June 2004  
 
 

CROATIA

 
 

During World War II Croatia, which during the interwar period had been part of Yugoslavia, was established as an “independent” satellite state of Nazi Germany which was ruled by the “Ustasha” Croatian fascists and implemented policies of genocide and ethnic cleansing against local minorities. Hundreds of thousands of innocent civilian Serbs, Jews and Gypsies were harshly persecuted and/or murdered by the Croatian authorities who established numerous concentration camps throughout the country to implement their racist policies. The largest of these was Jasenovac, which was nicknamed “the Auschwitz of the Balkans” and in which at lest 85,000 civilians were murdered.

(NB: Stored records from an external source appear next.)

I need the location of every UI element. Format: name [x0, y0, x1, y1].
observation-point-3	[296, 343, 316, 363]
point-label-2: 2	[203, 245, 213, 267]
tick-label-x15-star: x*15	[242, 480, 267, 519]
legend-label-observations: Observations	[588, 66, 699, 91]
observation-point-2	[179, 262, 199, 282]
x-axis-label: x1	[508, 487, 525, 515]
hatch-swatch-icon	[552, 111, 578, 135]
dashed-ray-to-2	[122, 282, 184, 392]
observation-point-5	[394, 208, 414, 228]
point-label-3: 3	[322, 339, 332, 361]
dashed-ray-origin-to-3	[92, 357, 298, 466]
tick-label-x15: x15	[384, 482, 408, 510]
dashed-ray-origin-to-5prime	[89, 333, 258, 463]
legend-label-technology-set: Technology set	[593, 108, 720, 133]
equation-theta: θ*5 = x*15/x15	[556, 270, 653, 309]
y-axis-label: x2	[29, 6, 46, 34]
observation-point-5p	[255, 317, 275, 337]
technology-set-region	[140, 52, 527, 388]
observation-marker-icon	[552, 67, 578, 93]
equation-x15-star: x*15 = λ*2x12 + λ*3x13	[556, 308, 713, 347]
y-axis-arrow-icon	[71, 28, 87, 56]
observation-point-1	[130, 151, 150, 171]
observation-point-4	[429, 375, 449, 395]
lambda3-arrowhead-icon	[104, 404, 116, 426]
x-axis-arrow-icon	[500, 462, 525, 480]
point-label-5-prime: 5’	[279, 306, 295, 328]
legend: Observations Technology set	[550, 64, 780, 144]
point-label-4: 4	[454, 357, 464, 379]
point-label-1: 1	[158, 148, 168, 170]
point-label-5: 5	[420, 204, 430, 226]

After World War II many of those responsible for these crimes were prosecuted by the Yugoslav authorities, but numerous perpetrators were able to escape punishment by fleeing abroad, including Ustasha leader Ante Pavelic who was head of state in independent Croatia.

Following the breakup of Yugoslavia and the renewal of Croatian independence, the Croatian authorities did not initiate any investigations of Holocaust crimes and Croatian President Franjo Tudjman published the views of Holocaust deniers in his book The Wastelands of Historical Reality.

During the past five years, Croatia has successfully prosecuted former Jasenovac commandant Dinko Sakic, who was extradited from Argentina, but his case remains the only such achievement to date, and many other potential cases await investigation and possible legal action.